In order to access the main highways, freight needed to travel through a number of small communities not familiar with traffic. Goldcorp and its contractors alerted local stakeholders to let them know what, how much, and when material would be passing through the different areas. The roads were also kept well maintained, with much of that work undertaken by Timmins Gold through contractors.
Cormier said there were no cost-related tradeoffs required; El Sauzal’s management designed the project plan, requested a budget to meet this plan, and received its requested budget in full with a sizable portion of the company’s $57 million spent on closure and reclamation last year going to El Sauzal. “Smart investment up front is always going to minimize your cost and maintenance in the long term,” Cormier pointed out.
Monitoring
El Sauzal is now in its “long-term” phase of existence. Reclamation work was completed in summer 2016, but Goldcorp will spend at least another few years monitoring water quality on the Urique River, assessing the stability of the new landforms, and monitoring revegetation.
“We’ll continue that until we’re comfortable that the site has performed as we’ve designed and expect it to,” said Cormier.
Prior mine planners’ decision not to store tailings with a water cover “certainly made that facility much more simplified to close on a permanent basis,” he said, before adding that tailings need to be stable no matter what kind of tailings it is.
“It’s how you design the entire closure to work as a single unit. When you leave, the entire landform has to work together. We looked at the entire El Sauzal site as a system and a landform that’s going to be there for many hundreds of thousands of years and our design focused on the best way we could close the site in a responsible manner – which I think we did.”
Mining by the code
The International Cyanide Management Code is a program formed in 2005 to encourage safe cyanide use among gold mining companies. Alarmed by a disastrous cyanide spill at a Romanian gold mine, stakeholders from industry, environmental and financial spheres created an industry-funded nonprofit, the International Cyanide Management Institute (ICMI). The ICMI drafted the original Code and continues to provide oversight, code revisions and training.

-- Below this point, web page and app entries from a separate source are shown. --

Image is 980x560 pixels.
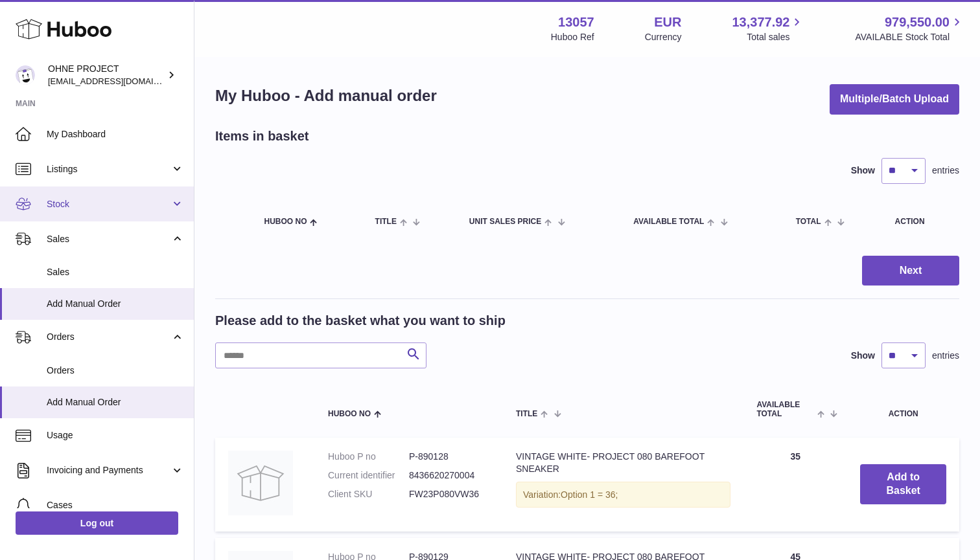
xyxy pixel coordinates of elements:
span: Total [796,217,821,226]
span: Unit Sales Price [469,217,541,226]
span: Add Manual Order [47,397,184,409]
img: support@ohneproject.com [15,66,35,85]
div: OHNE PROJECT [48,63,165,88]
span: 979,550.00 [885,14,949,31]
span: Sales [47,233,170,246]
label: Show [851,349,875,362]
span: 13,377.92 [732,14,789,31]
label: Show [851,165,875,177]
dt: Current identifier [328,470,409,482]
td: VINTAGE WHITE- PROJECT 080 BAREFOOT SNEAKER [503,438,743,532]
dt: Client SKU [328,488,409,500]
img: VINTAGE WHITE- PROJECT 080 BAREFOOT SNEAKER [228,451,293,516]
span: Huboo no [328,410,371,418]
button: Multiple/Batch Upload [830,84,959,114]
div: Variation: [516,482,730,508]
span: Huboo no [264,217,307,226]
button: Add to Basket [860,465,946,504]
h1: My Huboo - Add manual order [215,85,437,106]
span: Title [516,410,537,418]
div: Action [895,217,946,226]
span: entries [932,349,959,362]
span: [EMAIL_ADDRESS][DOMAIN_NAME] [48,76,191,86]
span: Usage [47,430,184,442]
a: 13,377.92 Total sales [732,14,804,43]
span: AVAILABLE Total [633,217,704,226]
span: entries [932,165,959,177]
dd: P-890128 [409,451,490,463]
span: Add Manual Order [47,298,184,311]
a: 979,550.00 AVAILABLE Stock Total [855,14,964,43]
span: Invoicing and Payments [47,465,170,477]
span: Stock [47,198,170,211]
h2: Please add to the basket what you want to ship [215,312,505,330]
span: Listings [47,163,170,175]
h2: Items in basket [215,127,309,145]
dt: Huboo P no [328,451,409,463]
dd: 8436620270004 [409,470,490,482]
div: Huboo Ref [551,31,595,43]
span: AVAILABLE Stock Total [855,31,964,43]
strong: 13057 [558,14,595,31]
span: Orders [47,365,184,377]
span: Orders [47,331,170,343]
div: Currency [645,31,682,43]
span: Total sales [746,31,804,43]
strong: EUR [654,14,681,31]
dd: FW23P080VW36 [409,488,490,500]
span: My Dashboard [47,128,184,140]
a: Log out [15,512,178,535]
button: Next [862,256,959,286]
td: 35 [743,438,847,532]
span: Option 1 = 36; [560,490,617,500]
span: Title [376,217,397,226]
span: Cases [47,500,184,512]
span: Sales [47,266,184,278]
span: AVAILABLE Total [756,401,814,418]
th: Action [847,388,959,431]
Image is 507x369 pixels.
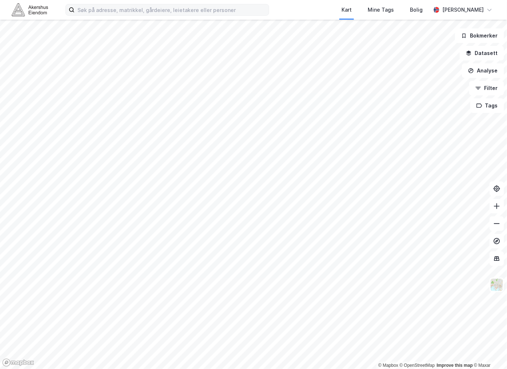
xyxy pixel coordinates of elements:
[378,362,398,367] a: Mapbox
[462,63,504,78] button: Analyse
[2,358,34,366] a: Mapbox homepage
[490,278,504,291] img: Z
[471,334,507,369] iframe: Chat Widget
[400,362,435,367] a: OpenStreetMap
[469,81,504,95] button: Filter
[460,46,504,60] button: Datasett
[12,3,48,16] img: akershus-eiendom-logo.9091f326c980b4bce74ccdd9f866810c.svg
[442,5,484,14] div: [PERSON_NAME]
[368,5,394,14] div: Mine Tags
[470,98,504,113] button: Tags
[455,28,504,43] button: Bokmerker
[342,5,352,14] div: Kart
[437,362,473,367] a: Improve this map
[410,5,423,14] div: Bolig
[75,4,269,15] input: Søk på adresse, matrikkel, gårdeiere, leietakere eller personer
[471,334,507,369] div: Kontrollprogram for chat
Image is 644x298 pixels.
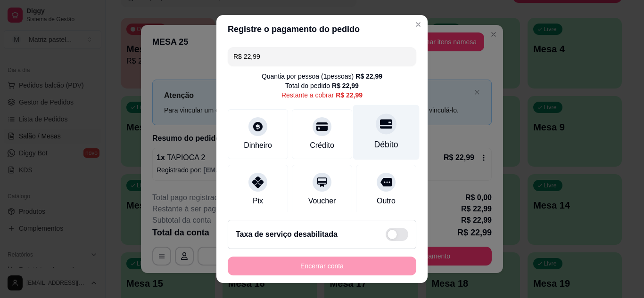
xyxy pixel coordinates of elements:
[262,71,382,81] div: Quantia por pessoa ( 1 pessoas)
[310,140,334,151] div: Crédito
[234,47,410,66] input: Ex.: hambúrguer de cordeiro
[282,90,363,100] div: Restante a cobrar
[374,138,398,151] div: Débito
[285,81,359,90] div: Total do pedido
[332,81,359,90] div: R$ 22,99
[377,196,395,207] div: Outro
[308,196,336,207] div: Voucher
[244,140,272,151] div: Dinheiro
[216,15,428,43] header: Registre o pagamento do pedido
[410,17,426,32] button: Close
[236,229,338,240] h2: Taxa de serviço desabilitada
[356,71,382,81] div: R$ 22,99
[336,90,363,100] div: R$ 22,99
[253,196,263,207] div: Pix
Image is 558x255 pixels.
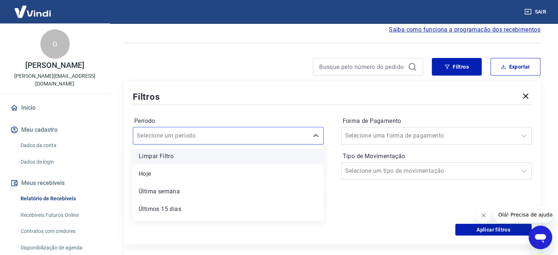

When a mining company applies to be a signatory to the Code, it agrees to abide by guidelines for cyanide storage, accident prevention, health and safety, public reporting and more. An independent audit is required within the first three years at every mine site that uses cyanide, and every three years thereafter. The results are published online. A mine certified under the Code must only use cyanide suppliers and transporters that have also signed on to the Code.
Participation in the program is completely voluntary. Its current roster of signatories includes 45 mining companies, 22 cyanide producers, and 118 transporters.